With the explosion of the internet over the past decade, raw access to data and information has exploded for the average individual, made even easier by the effectiveness of search engines like Google to filter through the volume to find the most relevant content. While most of us enjoy having the opportunity to dig into all of this newfound information, it does paint some potentially troubling implications for many professions, including financial planning, that have historically relied on the delivery of expert information as a core value proposition. If access to information explodes further in the next 10 years the way that it has over the past 10, will this force a change in the core value proposition of financial planners? What does it mean to be a financial planning expert if/when the internet makes all the "expert" information accessible to the average person?Read More...
It is an experience that almost any financial planner has gone through at some point: a prospective client who is totally disconnected from reality. Unreasonable expectations, completely unrealistic goals, and an obsession with the latest get rich quick investing scheme. Sometimes, the prospect can be guided in a more reasonable direction, but often there's just no connection to be made, and we show the prospective client the door, acknowledging that some people we just can't help. We move on to the next prospect, who hopefully won't be such a "bad" future client.
Yet I have to wonder... given the state of financial literacy - or lack thereof - in the United States, many such prospective clients have totally impossible expectations and goals not because they're being irrational, but simply due to financial ignorance. And by excluding such prospective client relationships, are financial planners themselves excluding the majority of Americans as potential clients?
Because if that's the case - that we as financial planners have put ourselves in a position than we can't help the majority of all Americans - then I also have to wonder if maybe it's not the the prospective clients who have the problem... maybe WE are the ones with the problem?
Within the financial planning world, there is often little love for popular consumer "personal finance gurus" like Suze Orman, David Bach, and Dave Ramsey. Whether it's because of their entertainment-style deliver of financial advice (in the case of the former), their bombastic platitudes of overgeneralized advice with little client-specific information (in the case of both), or their controversial views about how to address common problems like debt (in the case of the latter), most financial planners don't seem to think highly of their consumer-popular counterparts.
Yet the success of those like Orman, Bach, and Ramsey - who, in the end, touch the lives of hundreds of thousands if not millions, while the "average" financial planner's impact may only be measured by a mere few dozen or hundred clients - makes me wonder: Maybe there is something we as financial planners could - and should - learn from the success of those like Orman and Ramsey?
Yesterday the US Government Accountability Office (GAO) released the results of its study on the regulation of financial planning, as mandated by the Dodd-Frank Wall Street Reform legislation. Seen by many as a potentially significant step in the recognition of financial planning as a profession, the study came far short of recommending standalone regulation for financial planners, instead finding that the regulatory structure for planners is already "generally comprehensive" and delivering as its primary recommendations... more studies. Nonetheless, the GAO report represents the clearest picture yet of the financial planning landscape, with acknowledgement of the problems entailed in varying standards of care for different financial services channels, and consumer confusion over the myriad of titles and designations that financial planners use.
In theory, the efficient market is supposed to reward the business that create products and services that improve the lives of their customers, while businesses that create harmful or ineffective solutions generate no income and cease to exist. Industries where the marketplace is too inefficient, and/or where bad products and services can result in public harm, receive some type of regulation to ensure the public good. Given the remarkably inefficient nature of marketplace for advisor education, perhaps it's time for some sort of oversight there, too? :/
The members of Generation X and Gen Y have had a unique collective experience, including growing up in the age of computers and (especially for Gen Y) with immersive exposure to the internet and the information resources it provides. Questions that might have required a trip to the library or an Encyclopedia Brittanica can be answered in a 10-second Google search. So if clients can look up a financial question in a few moments on the internet, where does that leave the value of financial planning?
Read More...
After taking up the issue at their board meeting yesterday, the CFP Board officially announced this morning that the 80% fee increase for CFP certificants to support a public awareness campaign for the CFP marks has been approved. So now the only question is: Will it work? Will this mark the start of a new dawn for the growth of financial planning as a profession, or an(other) expensive failure in the annals of CFP Board history?
In light of the ongoing debates and discussion regarding the CFP Board's potential fee increase to support a new public awareness campaign, the FPA last week conducted a survey of their CFP members to poll for views about the proposal. And last night, the FPA has released the survey results in an email to members.
As financial planning fights for its standing as a full-fledged profession, we try to demonstrate its core value to society - that going through the financial planning process has a positive impact on achieving a client's goals. Yet for all we proclaim about our beliefs in the value of financial planning, why is it that virtually none of us think financial planning is valuable enough to pay for it ourselves?
Professional designation programs for financial planners continue to expand year by year - as some disappear, others (more?) emerge to take their place. And although many are appropriately critical of some designations in particular, the trend begs the question: is an expanding number of professional designation programs good news, or bad?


-- Activity --
Across the material below, how many lines hold the word "Iter"? Only the number should be given.

-- Provided material --
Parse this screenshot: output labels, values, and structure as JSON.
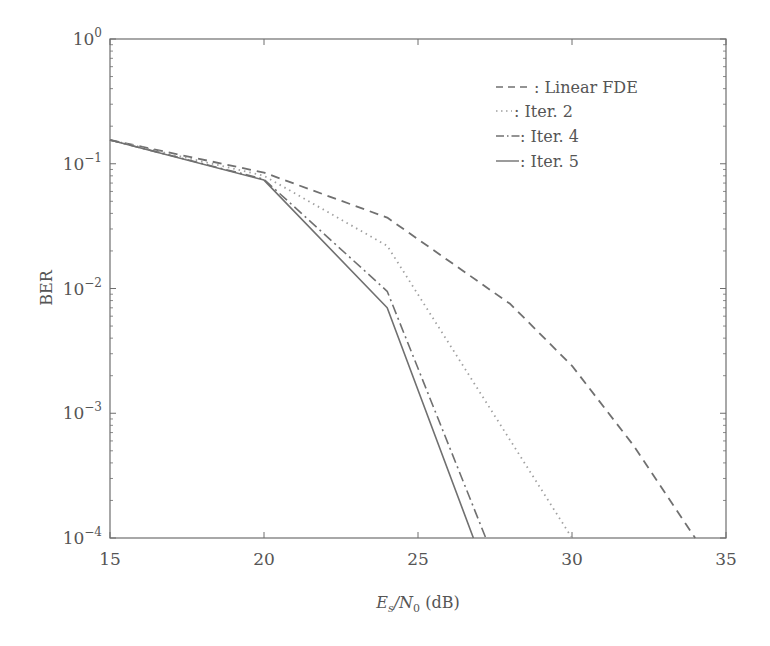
{
  "chart_data": {
    "type": "line",
    "title": "",
    "xlabel": "Es/N0 (dB)",
    "xlabel_parts": {
      "main": "E",
      "sub1": "s",
      "slash": "/N",
      "sub2": "0",
      "unit": " (dB)"
    },
    "ylabel": "BER",
    "xlim": [
      15,
      35
    ],
    "ylim": [
      0.0001,
      1
    ],
    "yscale": "log",
    "grid": false,
    "legend_position": "upper right (inside)",
    "x_ticks": [
      15,
      20,
      25,
      30,
      35
    ],
    "y_ticks": [
      {
        "base": "10",
        "exp": "0",
        "value": 1
      },
      {
        "base": "10",
        "exp": "−1",
        "value": 0.1
      },
      {
        "base": "10",
        "exp": "−2",
        "value": 0.01
      },
      {
        "base": "10",
        "exp": "−3",
        "value": 0.001
      },
      {
        "base": "10",
        "exp": "−4",
        "value": 0.0001
      }
    ],
    "series": [
      {
        "name": "Linear FDE",
        "legend_label": "- - - : Linear FDE",
        "style": "dashed",
        "x": [
          15,
          20,
          24,
          28,
          30,
          32,
          34
        ],
        "values": [
          0.155,
          0.085,
          0.037,
          0.0075,
          0.0024,
          0.00055,
          0.0001
        ]
      },
      {
        "name": "Iter. 2",
        "legend_label": "· · · : Iter. 2",
        "style": "dotted",
        "x": [
          15,
          20,
          24,
          30
        ],
        "values": [
          0.155,
          0.08,
          0.022,
          0.0001
        ]
      },
      {
        "name": "Iter. 4",
        "legend_label": "- · - : Iter. 4",
        "style": "dashdot",
        "x": [
          15,
          20,
          24,
          27.2
        ],
        "values": [
          0.155,
          0.075,
          0.0095,
          0.0001
        ]
      },
      {
        "name": "Iter. 5",
        "legend_label": "—— : Iter. 5",
        "style": "solid",
        "x": [
          15,
          20,
          24,
          26.8
        ],
        "values": [
          0.155,
          0.074,
          0.007,
          0.0001
        ]
      }
    ]
  },
  "legend": {
    "items": [
      {
        "label": ": Linear FDE"
      },
      {
        "label": ": Iter. 2"
      },
      {
        "label": ": Iter. 4"
      },
      {
        "label": ": Iter. 5"
      }
    ]
  },
  "colors": {
    "axis": "#6e6e6e",
    "line": "#707070",
    "dotted": "#a0a0a0"
  }
}
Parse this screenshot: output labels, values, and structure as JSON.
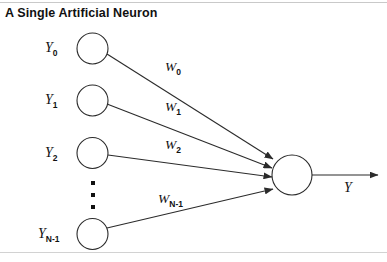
{
  "title": "A Single Artificial Neuron",
  "diagram": {
    "type": "neural-network-single-neuron",
    "inputs": [
      {
        "label_base": "Y",
        "label_sub": "0",
        "cx": 92.5,
        "cy": 48.5,
        "r": 15.5
      },
      {
        "label_base": "Y",
        "label_sub": "1",
        "cx": 92.5,
        "cy": 100.5,
        "r": 15.5
      },
      {
        "label_base": "Y",
        "label_sub": "2",
        "cx": 92.5,
        "cy": 153.0,
        "r": 15.5
      },
      {
        "label_base": "Y",
        "label_sub": "N-1",
        "cx": 92.5,
        "cy": 234.0,
        "r": 15.5
      }
    ],
    "weights": [
      {
        "label_base": "W",
        "label_sub": "0",
        "x": 165,
        "y": 59
      },
      {
        "label_base": "W",
        "label_sub": "1",
        "x": 165,
        "y": 99
      },
      {
        "label_base": "W",
        "label_sub": "2",
        "x": 165,
        "y": 137
      },
      {
        "label_base": "W",
        "label_sub": "N-1",
        "x": 158,
        "y": 191
      }
    ],
    "ellipsis": {
      "x": 91,
      "y_positions": [
        181,
        193,
        205
      ],
      "count": 3
    },
    "output_node": {
      "cx": 292,
      "cy": 175,
      "r": 20
    },
    "output_label": {
      "text": "Y",
      "x": 344,
      "y": 180
    },
    "output_arrow": {
      "x1": 312,
      "y1": 175,
      "x2": 378,
      "y2": 175
    },
    "stroke_color": "#2b2b2b",
    "fill_color": "#ffffff"
  }
}
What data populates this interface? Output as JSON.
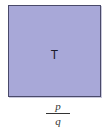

-- Exercise output --
9